The Bishop's Predictions
By Stephen Steele - Posted at Gentle Reformation:
In 1876, William Alexander, the Bishop of Derry (and future Archbishop of Armagh), made two predictions in his Bampton Lectures at Oxford University (later published as The Witness of the Psalms to Christ and Christianity).The predictions are unrelated – other than that both have proved uncannily true.
The first was that progress won’t make people happy. The second was that if God’s people forgot that Christ was in the Psalter, it would become almost unheard in churches.

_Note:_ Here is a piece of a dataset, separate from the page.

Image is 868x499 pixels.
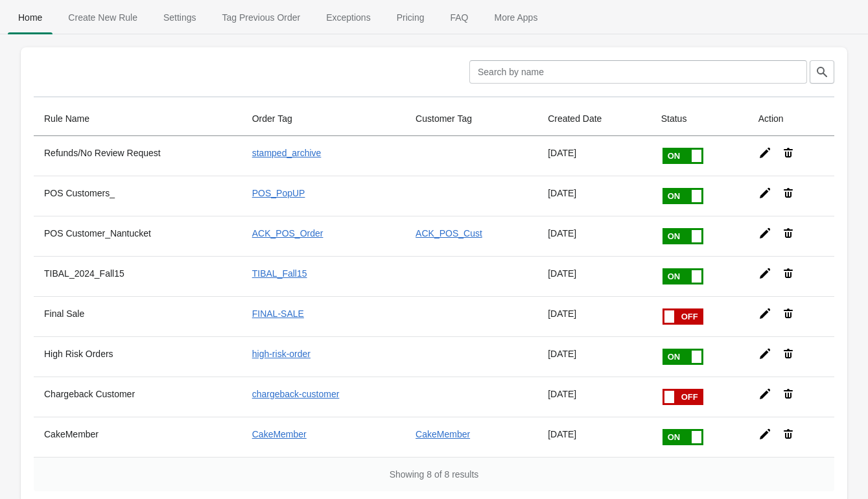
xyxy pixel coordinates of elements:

Progress won’t make us happy
According to the Bishop, modern science promised a future ‘City of God minus God; a Paradise minus the Tree of Life; a Millennium with education to perfect the intellect, and sanitary improvements to emancipate the body from a long catalogue of evils’.
But what would be the result?
'Sorrow, no doubt, will not be abolished; immortality will not be bestowed. But we shall have comfortable and perfectly drained houses to be wretched in’.
In words that could be applied to the internet:
‘The news of our misfortunes, the tidings that turn the hair white and half break the strong man’s heart, will be conveyed to us from the ends of the earth by the agency of a telegraphic system without a flaw’.
Yet on the bright side:
‘The closing eye may cease to look to the land beyond the River; but in our last moments we shall be able to make a choice between patent furnaces for the cremation of our remains, and coffins of the most charming description for their preservation when desiccated’.
The Bishop then went on to predict the entombment of the Psalms.